The squat is my favorite exercise. It has been from day one. I have been lifting heavy weights for over 20 years and the squat has been the core of my exercise routines every step of the way.
There is nothing like the feeling of burying a heavy squat, exploding out of the bottom and pushing up some serious weight. If done properly, the squat can be a total body lift. It is not just for quads. Nothing, except maybe the dead-lift, is going to put on more mass and strength and make you more explosive than heavy squats done with proper form. So let's get at it!
The most import thing when doing a squat is NOT to let the bar drift forward ahead of the knees. If you drew an imaginary line from the bar to the floor, this line would never come forward enough to touch the knees. Sit back into it. Lift from the heals, not the toes. Let the weight fall into your hips and your butt and your upper quads. Don't let the weight come forward into your knees and lower back.
This may sound kind of weird, but if you had a bobber hanging from a string and that string was hanging down from your butt, that bobber would never move. It would not swing back and forth, it would just go up and down.
You can play around with the positioning of the bar on your back and your foot placement. Put the bar higher on the back and put your feet closer together to isolate the quads. By putting the bar lower down your back and having a wider stance you bring more muscles into play -- your butt, hips and upper back. Obviously you are going to be able to do more weight with the latter set up.
Squat at least to parallel if you can. If you drew a line from your hip joint to your knee, that line should be parallel to the floor at the bottom of the movement. Remember, a fuller range of motion (as long as you maintain proper form) creates more stimulus on the muscles and it increases flexibility.
I think it is funny when a guy brags to me about how much he can squat and then when I see him lift he is barely even getting down to a half squat. Lower the weight, use proper form, get down to parallel and then over time increase the weight -- doing a real man's squat!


Problem to work on: Each line of the entries below that holds "Police" is needed, copied in full.

Dataset entries on figures:
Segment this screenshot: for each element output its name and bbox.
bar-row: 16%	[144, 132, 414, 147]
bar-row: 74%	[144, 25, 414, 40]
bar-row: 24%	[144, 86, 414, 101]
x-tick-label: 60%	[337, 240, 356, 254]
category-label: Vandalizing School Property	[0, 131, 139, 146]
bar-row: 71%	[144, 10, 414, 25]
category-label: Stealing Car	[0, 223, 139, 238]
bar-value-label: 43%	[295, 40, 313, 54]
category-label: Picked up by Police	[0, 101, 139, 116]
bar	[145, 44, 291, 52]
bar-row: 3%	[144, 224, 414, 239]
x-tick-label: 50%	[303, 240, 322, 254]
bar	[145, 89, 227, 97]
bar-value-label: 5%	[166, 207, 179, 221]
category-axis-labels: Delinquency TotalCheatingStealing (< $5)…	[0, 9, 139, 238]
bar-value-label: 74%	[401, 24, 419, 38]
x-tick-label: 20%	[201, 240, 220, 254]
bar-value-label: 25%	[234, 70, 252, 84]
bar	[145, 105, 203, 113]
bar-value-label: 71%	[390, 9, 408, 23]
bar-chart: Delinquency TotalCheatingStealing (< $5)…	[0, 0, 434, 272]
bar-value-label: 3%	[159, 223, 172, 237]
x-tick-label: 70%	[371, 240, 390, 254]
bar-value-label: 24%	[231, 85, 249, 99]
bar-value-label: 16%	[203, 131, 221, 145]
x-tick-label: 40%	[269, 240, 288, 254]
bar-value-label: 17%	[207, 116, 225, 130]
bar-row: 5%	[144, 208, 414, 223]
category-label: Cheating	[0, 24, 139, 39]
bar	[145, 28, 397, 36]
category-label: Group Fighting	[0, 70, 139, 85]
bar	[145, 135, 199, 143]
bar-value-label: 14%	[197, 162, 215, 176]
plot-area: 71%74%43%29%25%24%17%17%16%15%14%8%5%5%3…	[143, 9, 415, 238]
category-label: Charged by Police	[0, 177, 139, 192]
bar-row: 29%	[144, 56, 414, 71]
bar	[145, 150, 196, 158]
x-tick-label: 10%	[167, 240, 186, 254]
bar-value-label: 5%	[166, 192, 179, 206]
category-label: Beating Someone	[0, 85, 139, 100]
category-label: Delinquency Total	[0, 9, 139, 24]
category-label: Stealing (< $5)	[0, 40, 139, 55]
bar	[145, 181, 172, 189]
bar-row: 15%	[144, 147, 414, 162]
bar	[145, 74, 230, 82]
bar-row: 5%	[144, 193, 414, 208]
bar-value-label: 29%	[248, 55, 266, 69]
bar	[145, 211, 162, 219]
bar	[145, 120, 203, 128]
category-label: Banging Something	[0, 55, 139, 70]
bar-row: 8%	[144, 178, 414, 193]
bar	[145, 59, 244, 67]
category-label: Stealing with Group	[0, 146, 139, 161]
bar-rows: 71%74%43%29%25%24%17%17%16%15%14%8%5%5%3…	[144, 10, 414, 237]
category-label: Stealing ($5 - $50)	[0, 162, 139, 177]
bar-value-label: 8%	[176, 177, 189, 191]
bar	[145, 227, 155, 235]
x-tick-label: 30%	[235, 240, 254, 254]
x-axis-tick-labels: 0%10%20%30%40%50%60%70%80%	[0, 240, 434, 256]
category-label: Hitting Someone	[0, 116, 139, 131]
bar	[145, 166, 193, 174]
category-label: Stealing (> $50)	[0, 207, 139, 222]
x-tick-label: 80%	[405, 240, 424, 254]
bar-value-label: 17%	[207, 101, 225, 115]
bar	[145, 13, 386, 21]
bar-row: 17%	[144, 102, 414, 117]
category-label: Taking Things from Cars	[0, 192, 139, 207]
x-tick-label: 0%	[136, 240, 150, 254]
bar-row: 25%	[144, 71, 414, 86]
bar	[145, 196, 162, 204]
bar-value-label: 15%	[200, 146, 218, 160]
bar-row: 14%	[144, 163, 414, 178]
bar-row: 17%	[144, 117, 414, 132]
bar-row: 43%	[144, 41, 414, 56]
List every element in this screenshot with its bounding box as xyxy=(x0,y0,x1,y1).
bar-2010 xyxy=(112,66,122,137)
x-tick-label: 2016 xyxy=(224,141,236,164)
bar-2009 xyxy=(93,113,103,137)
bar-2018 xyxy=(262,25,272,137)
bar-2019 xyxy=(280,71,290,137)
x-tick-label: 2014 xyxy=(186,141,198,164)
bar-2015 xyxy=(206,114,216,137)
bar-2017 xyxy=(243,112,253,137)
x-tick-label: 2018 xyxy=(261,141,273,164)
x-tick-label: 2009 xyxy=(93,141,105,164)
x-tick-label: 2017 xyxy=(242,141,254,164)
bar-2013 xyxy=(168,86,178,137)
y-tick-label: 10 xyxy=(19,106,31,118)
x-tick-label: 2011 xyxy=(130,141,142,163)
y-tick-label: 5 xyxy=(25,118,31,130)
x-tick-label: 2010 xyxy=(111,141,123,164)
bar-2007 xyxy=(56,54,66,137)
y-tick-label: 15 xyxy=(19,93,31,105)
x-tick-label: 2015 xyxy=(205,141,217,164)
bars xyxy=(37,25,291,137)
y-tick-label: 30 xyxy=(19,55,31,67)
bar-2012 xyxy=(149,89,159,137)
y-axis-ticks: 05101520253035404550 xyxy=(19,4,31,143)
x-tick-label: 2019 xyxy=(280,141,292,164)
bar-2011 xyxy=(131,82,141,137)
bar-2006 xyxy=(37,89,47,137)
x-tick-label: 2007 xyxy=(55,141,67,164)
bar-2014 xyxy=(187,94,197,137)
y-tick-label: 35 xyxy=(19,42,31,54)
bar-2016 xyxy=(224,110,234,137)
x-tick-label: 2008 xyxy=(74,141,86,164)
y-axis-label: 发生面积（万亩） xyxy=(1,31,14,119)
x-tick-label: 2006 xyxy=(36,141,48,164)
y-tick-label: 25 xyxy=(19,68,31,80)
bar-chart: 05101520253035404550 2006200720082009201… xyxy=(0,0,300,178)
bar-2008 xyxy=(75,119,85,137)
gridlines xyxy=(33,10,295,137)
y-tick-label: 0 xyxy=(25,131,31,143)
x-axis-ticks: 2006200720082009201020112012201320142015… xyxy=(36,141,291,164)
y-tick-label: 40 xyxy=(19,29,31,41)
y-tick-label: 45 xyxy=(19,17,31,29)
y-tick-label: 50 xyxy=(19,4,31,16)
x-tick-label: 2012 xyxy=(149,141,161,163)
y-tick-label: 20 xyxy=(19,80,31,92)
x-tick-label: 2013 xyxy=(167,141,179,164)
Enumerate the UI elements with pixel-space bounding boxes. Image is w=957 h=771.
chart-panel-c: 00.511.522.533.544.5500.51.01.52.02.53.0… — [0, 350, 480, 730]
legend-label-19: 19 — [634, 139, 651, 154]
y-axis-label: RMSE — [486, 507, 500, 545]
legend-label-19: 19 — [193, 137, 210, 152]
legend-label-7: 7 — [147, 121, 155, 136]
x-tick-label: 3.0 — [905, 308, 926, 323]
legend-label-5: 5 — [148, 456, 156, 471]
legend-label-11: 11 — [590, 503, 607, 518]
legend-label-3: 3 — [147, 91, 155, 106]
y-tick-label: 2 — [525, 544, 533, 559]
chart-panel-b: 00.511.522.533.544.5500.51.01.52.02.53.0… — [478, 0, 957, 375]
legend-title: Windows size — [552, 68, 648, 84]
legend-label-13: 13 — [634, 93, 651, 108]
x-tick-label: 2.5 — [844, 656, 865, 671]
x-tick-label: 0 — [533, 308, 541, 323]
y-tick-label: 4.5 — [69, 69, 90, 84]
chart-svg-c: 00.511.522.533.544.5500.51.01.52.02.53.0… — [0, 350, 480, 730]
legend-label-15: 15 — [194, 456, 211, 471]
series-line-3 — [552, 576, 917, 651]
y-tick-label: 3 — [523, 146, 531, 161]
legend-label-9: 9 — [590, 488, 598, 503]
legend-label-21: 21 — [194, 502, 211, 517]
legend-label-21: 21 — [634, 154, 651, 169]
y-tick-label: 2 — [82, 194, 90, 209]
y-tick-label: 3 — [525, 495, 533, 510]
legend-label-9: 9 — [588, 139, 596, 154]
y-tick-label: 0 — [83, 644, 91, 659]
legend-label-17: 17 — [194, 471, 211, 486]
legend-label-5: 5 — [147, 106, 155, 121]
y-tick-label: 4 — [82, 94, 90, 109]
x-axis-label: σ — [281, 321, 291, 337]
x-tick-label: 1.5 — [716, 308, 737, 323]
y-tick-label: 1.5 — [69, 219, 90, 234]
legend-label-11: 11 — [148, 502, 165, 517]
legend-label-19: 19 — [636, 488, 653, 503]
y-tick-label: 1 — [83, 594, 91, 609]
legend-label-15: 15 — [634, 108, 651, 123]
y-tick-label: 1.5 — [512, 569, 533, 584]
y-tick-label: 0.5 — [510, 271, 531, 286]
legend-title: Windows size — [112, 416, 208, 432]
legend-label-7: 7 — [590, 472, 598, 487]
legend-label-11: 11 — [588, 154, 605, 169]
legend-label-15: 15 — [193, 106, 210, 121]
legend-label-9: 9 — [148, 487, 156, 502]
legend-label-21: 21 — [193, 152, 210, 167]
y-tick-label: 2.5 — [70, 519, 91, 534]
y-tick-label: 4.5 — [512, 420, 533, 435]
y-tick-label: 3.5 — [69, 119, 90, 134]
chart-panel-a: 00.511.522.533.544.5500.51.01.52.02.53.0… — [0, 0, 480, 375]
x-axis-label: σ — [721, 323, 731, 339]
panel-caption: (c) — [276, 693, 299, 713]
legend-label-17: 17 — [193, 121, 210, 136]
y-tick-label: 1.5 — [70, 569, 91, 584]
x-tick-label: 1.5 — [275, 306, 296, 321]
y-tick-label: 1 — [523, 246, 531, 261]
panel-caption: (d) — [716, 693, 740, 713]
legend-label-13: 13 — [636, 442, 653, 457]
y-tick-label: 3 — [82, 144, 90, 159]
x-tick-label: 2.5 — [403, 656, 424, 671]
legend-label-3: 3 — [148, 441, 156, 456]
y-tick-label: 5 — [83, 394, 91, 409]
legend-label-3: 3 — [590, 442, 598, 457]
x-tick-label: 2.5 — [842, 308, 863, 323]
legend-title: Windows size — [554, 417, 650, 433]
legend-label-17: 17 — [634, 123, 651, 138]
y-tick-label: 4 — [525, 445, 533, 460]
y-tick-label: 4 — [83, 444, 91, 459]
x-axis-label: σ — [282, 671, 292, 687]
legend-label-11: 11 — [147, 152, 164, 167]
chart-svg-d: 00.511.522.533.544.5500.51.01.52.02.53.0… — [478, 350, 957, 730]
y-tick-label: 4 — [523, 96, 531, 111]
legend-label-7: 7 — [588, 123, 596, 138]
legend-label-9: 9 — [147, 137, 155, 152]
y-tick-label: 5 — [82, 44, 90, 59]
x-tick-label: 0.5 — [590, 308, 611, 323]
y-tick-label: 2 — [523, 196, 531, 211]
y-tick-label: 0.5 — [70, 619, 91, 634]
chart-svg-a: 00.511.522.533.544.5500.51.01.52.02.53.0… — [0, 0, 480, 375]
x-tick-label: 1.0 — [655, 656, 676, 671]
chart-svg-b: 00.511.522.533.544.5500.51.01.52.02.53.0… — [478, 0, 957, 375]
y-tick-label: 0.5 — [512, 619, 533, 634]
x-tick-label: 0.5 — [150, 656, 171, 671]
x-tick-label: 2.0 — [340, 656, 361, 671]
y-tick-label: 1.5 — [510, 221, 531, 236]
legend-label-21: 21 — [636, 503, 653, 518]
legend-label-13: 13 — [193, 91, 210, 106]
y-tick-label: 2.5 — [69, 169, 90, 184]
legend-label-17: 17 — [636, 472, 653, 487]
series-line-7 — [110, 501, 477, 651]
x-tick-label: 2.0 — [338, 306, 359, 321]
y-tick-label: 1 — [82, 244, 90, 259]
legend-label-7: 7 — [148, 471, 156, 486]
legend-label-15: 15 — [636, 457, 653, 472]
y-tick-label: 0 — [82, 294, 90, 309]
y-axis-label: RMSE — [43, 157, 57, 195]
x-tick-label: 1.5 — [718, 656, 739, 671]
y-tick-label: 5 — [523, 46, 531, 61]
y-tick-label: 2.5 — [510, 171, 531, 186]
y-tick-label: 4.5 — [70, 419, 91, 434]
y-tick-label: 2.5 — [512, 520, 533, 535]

Exercise response:
category-label: Picked up by Police	[0, 101, 139, 116]
category-label: Charged by Police	[0, 177, 139, 192]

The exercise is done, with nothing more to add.